Committee publication · Correspondence · 8 July 2025
Correspondence from the FCA following oral evidence on our inquiry into 'The work of the Financial Conduct Authority', dated 30 June 2025
From: Treasury Committee
Summary
The FCA responds to Treasury Committee questions following its 30 June 2025 oral evidence session. It provides prosecution data (33 commenced over five years, 75 defendants charged), explains its limited powers over finfluencers and social media platforms, outlines its motor finance redress scheme engagement, describes travel insurance rules for those with medical conditions, and details its work on financial exclusion and vulnerability.
Key findings
- FCA initiated 33 prosecutions over five years (June 2020–June 2025) across fraud, insider dealing, breach of general prohibition, and money laundering breaches; 8 prosecutions in 2024 alone involving 26 defendants charged.
- FCA lacks statutory power to compel social media platforms to remove unlawful financial promotions; relies on voluntary removal by platforms by explaining breach of UK law and platform terms.
- FCA engaging broadly with consumer groups, firms, and trade bodies on motor finance redress scheme; will confirm within 6 weeks of Supreme Court judgment whether to introduce formal redress scheme.
- FCA's 2021 travel insurance rules for pre-existing medical conditions achieved estimated 21,000 additional policy sales; 75% of adults seeking cover for serious medical conditions successfully obtained policies in 2024, up from 66% in 2022.
- FCA published March 2025 review of treatment of vulnerable customers; new rules on bullying, harassment, and violence effective 2 July 2025 extending to 37,000 financial services firms beyond banks.
Tone
FactualTopics
financial-services-regulationconsumer-protectionfinancial-crimefinancial-inclusionvulnerable-consumers
Key actors
Dame Meg Hillier, Nikhil Rathi, Financial Conduct Authority, Treasury Committee, HM Treasury, Social media platforms, Domain name registrars
Notable line
“We do not have powers to require social media platforms to remove content.”
Key Quotes
“We have commenced prosecutions relating to a wide range of criminal offences including fraud, insider dealing, breach of the general prohibition, and breaches of the money laundering regulations.”
“We do not have powers to require social media platforms to remove content.”
“We are engaging now because we want to act quickly once the Supreme Court has made its judgment, so we can start to bring greater certainty for affected consumers, firms and investors.”

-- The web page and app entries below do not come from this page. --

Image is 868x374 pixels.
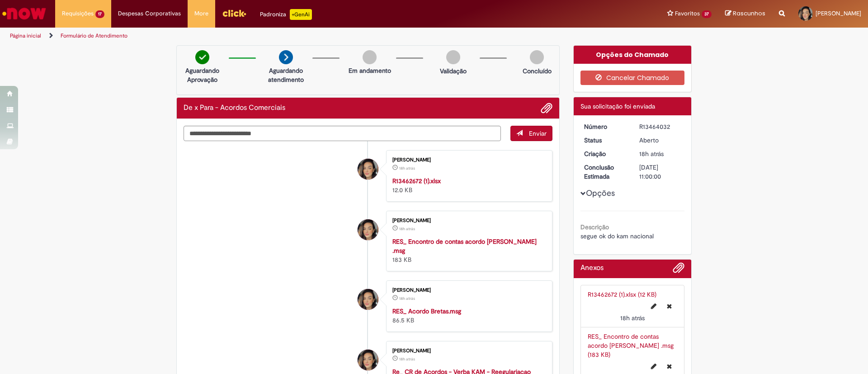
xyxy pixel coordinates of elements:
[733,9,765,17] span: Rascunhos
[195,50,210,65] img: check-circle-green.png
[392,177,441,185] a: R13462672 (1).xlsx
[574,46,691,64] div: Opções do Chamado
[580,232,653,240] span: segue ok do kam nacional
[662,359,677,373] button: Excluir RES_ Encontro de contas acordo G BARBOSA .msg
[577,163,633,181] dt: Conclusão Estimada
[529,50,544,65] img: img-circle-grey.png
[639,136,681,145] div: Aberto
[620,314,645,322] span: 18h atrás
[222,6,246,20] img: click_logo_yellow_360x200.png
[1,4,48,22] img: ServiceNow
[358,220,378,240] div: Barbara Caroline Ferreira Rodrigues
[399,296,415,301] time: 29/08/2025 18:33:09
[588,332,673,358] a: RES_ Encontro de contas acordo [PERSON_NAME] .msg (183 KB)
[577,149,633,158] dt: Criação
[440,66,466,76] p: Validação
[392,158,543,163] div: [PERSON_NAME]
[702,11,712,18] span: 37
[180,66,224,84] p: Aguardando Aprovação
[541,102,552,114] button: Adicionar anexos
[446,50,460,65] img: img-circle-grey.png
[62,9,94,18] span: Requisições
[645,299,662,313] button: Editar nome de arquivo R13462672 (1).xlsx
[639,149,681,158] div: 29/08/2025 18:42:23
[392,307,461,315] a: RES_ Acordo Bretas.msg
[588,290,657,298] a: R13462672 (1).xlsx (12 KB)
[580,102,655,110] span: Sua solicitação foi enviada
[639,149,663,158] span: 18h atrás
[510,126,552,141] button: Enviar
[184,104,285,112] h2: De x Para - Acordos Comerciais Histórico de tíquete
[348,66,391,75] p: Em andamento
[815,9,861,17] span: [PERSON_NAME]
[399,357,415,362] time: 29/08/2025 18:33:04
[662,299,677,313] button: Excluir R13462672 (1).xlsx
[392,176,543,195] div: 12.0 KB
[639,149,663,158] time: 29/08/2025 18:42:23
[580,223,609,231] b: Descrição
[645,359,662,373] button: Editar nome de arquivo RES_ Encontro de contas acordo G BARBOSA .msg
[260,9,312,20] div: Padroniza
[279,50,293,65] img: arrow-next.png
[392,218,543,223] div: [PERSON_NAME]
[358,289,378,309] div: Barbara Caroline Ferreira Rodrigues
[358,159,378,179] div: Barbara Caroline Ferreira Rodrigues
[95,11,104,18] span: 17
[118,9,181,18] span: Despesas Corporativas
[673,262,684,278] button: Adicionar anexos
[399,296,415,301] span: 18h atrás
[523,66,551,76] p: Concluído
[358,350,378,370] div: Barbara Caroline Ferreira Rodrigues
[725,9,765,18] a: Rascunhos
[184,126,501,141] textarea: Digite sua mensagem aqui...
[61,32,128,39] a: Formulário de Atendimento
[675,9,700,18] span: Favoritos
[264,66,308,84] p: Aguardando atendimento
[195,9,208,18] span: More
[392,238,536,254] a: RES_ Encontro de contas acordo [PERSON_NAME] .msg
[290,9,312,20] p: +GenAi
[620,314,645,322] time: 29/08/2025 18:41:57
[580,71,685,85] button: Cancelar Chamado
[399,226,415,231] span: 18h atrás
[392,288,543,293] div: [PERSON_NAME]
[580,264,603,272] h2: Anexos
[392,306,543,324] div: 86.5 KB
[577,122,633,131] dt: Número
[392,348,543,354] div: [PERSON_NAME]
[363,50,376,65] img: img-circle-grey.png
[399,226,415,231] time: 29/08/2025 18:41:45
[399,357,415,362] span: 18h atrás
[7,27,572,44] ul: Trilhas de página
[10,32,41,39] a: Página inicial
[399,166,415,171] span: 18h atrás
[529,130,546,138] span: Enviar
[392,237,543,264] div: 183 KB
[639,163,681,181] div: [DATE] 11:00:00
[399,166,415,171] time: 29/08/2025 18:41:57
[577,136,633,145] dt: Status
[639,122,681,131] div: R13464032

“… our intervention resulting in an estimated additional 21,000 policy sales. Our most recent Financial Lives Survey also found that in 2024, 75% of adults who looked for a travel insurance policy to cover a serious medical condition successfully managed to take out a policy that covered their condition – up from 66% in”
“Too often when we see problems in the market, there are cultural failings in firms.”